+

Why Night-Shift Workers Face a Higher Risk of Heart Disease - Dr PRLN Prasad

When I sit with patients who work late-night shifts, whether they are nurses, IT professionals, security staff, or factory workers, the concerns are often the same: constant fatigue, irregular eating, and disturbed sleep.

These may feel like unavoidable parts of the job, but over time, they place hidden strain on the heart. Both research and day-to-day clinical practice make it clear that working against the natural rhythm of the body increases the risk of heart disease. Let’s look at why this happens and how the damage can be reduced.

The Body’s Natural Clock and the Heart

Our bodies follow a circadian rhythm, an internal 24-hour clock that governs sleep, hormones, metabolism, and blood pressure. Night-shift work unsettles this rhythm. Hormones such as cortisol and melatonin, which usually rise and fall with day and night, lose their balance.

The result is that blood pressure tends to stay elevated for longer, heart rate variability declines, and the blood vessels that keep the heart nourished experience extra strain.

Blood Pressure and Cholesterol Changes

One of the earliest effects I see in patients is a shift in blood pressure patterns. Normally, when we sleep at night, our blood pressure dips. In night-shift workers, this dip is lost, and pressures stay higher than they should. Over time, this persistent elevation leads to hypertension, one of the strongest risk factors for heart attack and stroke.

Cholesterol levels also tend to change. Workers on night duty often have higher triglycerides and lower HDL, the “good” cholesterol. Together, these changes speed up atherosclerosis, the gradual build-up of fatty deposits inside arteries that narrows blood flow to the heart.

Poor Sleep and Inflammation

Sleep is when the body repairs itself. Shift work disrupts this recovery process. Too little sleep or light, broken daytime sleep sets off inflammation throughout the body.

Inflammation is now known to play a major role in heart disease, making arterial plaques more likely to form and more likely to rupture. Even when people try to “catch up” on rest during the day, outside noise, daylight, and irregular schedules make sleep less refreshing.

Lifestyle Pressures: Food, Stress, and Stimulants

The job itself makes healthy living harder. Meals are usually taken at odd hours, with quick choices like fried snacks, processed foods, or sugary, caffeine-loaded drinks. Over time, this pattern leads to weight gain, diabetes, and metabolic syndrome, each of which pushes up heart risk.

Stress is another burden. Night duty separates people from the family and social rhythms that usually provide support. Working nights can leave people cut off, anxious, or simply drained. To push through, many reach for cigarettes or strong coffee, but both habits place extra pressure on the heart.

Added Strain for Women

For women, the risks tend to be greater. Hormonal factors influence how the cardiovascular system reacts to stress, and when these are combined with household or caregiving duties during the day, opportunities for adequate rest become limited. This double load places their heart health at greater risk.

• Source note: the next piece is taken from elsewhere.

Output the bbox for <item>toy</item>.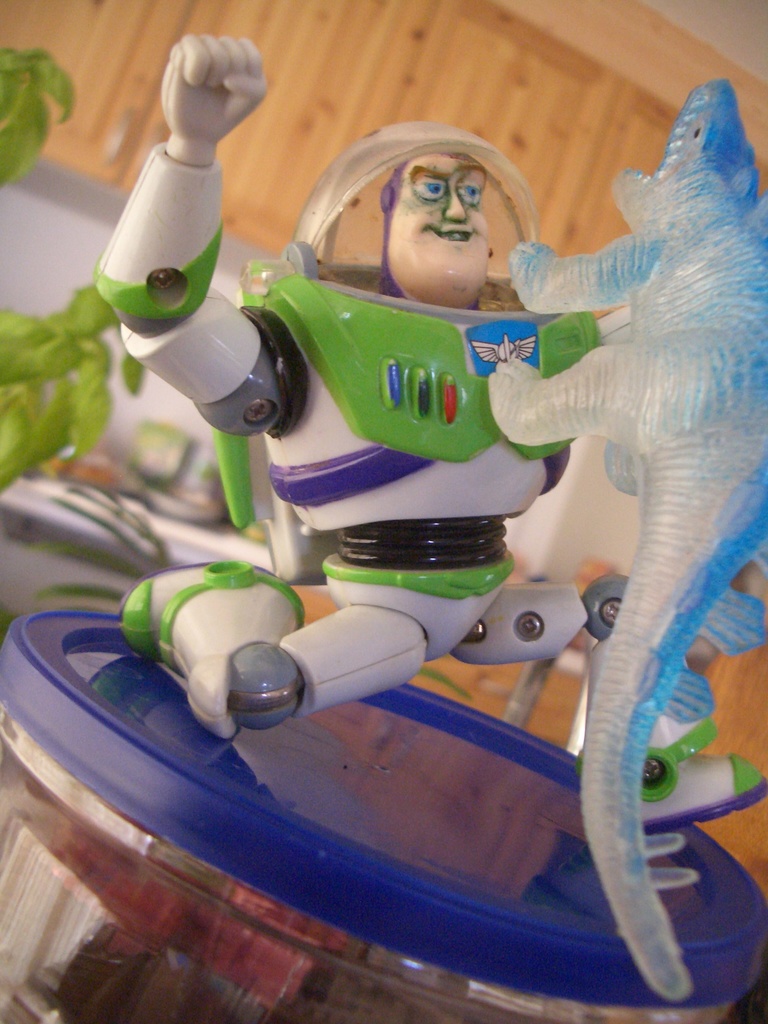
region(92, 36, 636, 743).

Protecting the Heart: What Helps

While not everyone can avoid night work, there are ways to safeguard the heart:

Protect sleep: Aim for 7–8 hours daily. Use blackout curtains, eye masks, and keep a steady sleep routine.

Eat wisely: Skip oily, heavy meals at night. Choose lighter, freshly cooked foods with fibre and protein.

Stay active: A brisk walk or some light exercise for half an hour during off-duty hours can keep the blood flowing well and ease built-up tension.

Limit stimulants: Relying on too much coffee or energy drinks may keep someone awake for a while, but in the long run it puts pressure on the heart.

Regular check-ups: Monitor blood pressure, sugar, and cholesterol to catch problems before they escalate.

Work may demand night shifts, but the heart is irreplaceable. These routines cannot always be avoided, yet knowing the risks and making small preventive changes can lower their long-term impact.

Night-shift workers should take extra care of sleep, diet, stress, and regular health check-ups. Acting early gives your heart the best chance to stay healthy for the years ahead.

Disclaimer: The views expressed in this article are of the author and not of Health Dialogues. The Editorial/Content team of Health Dialogues has not contributed to the writing/editing/packaging of this article.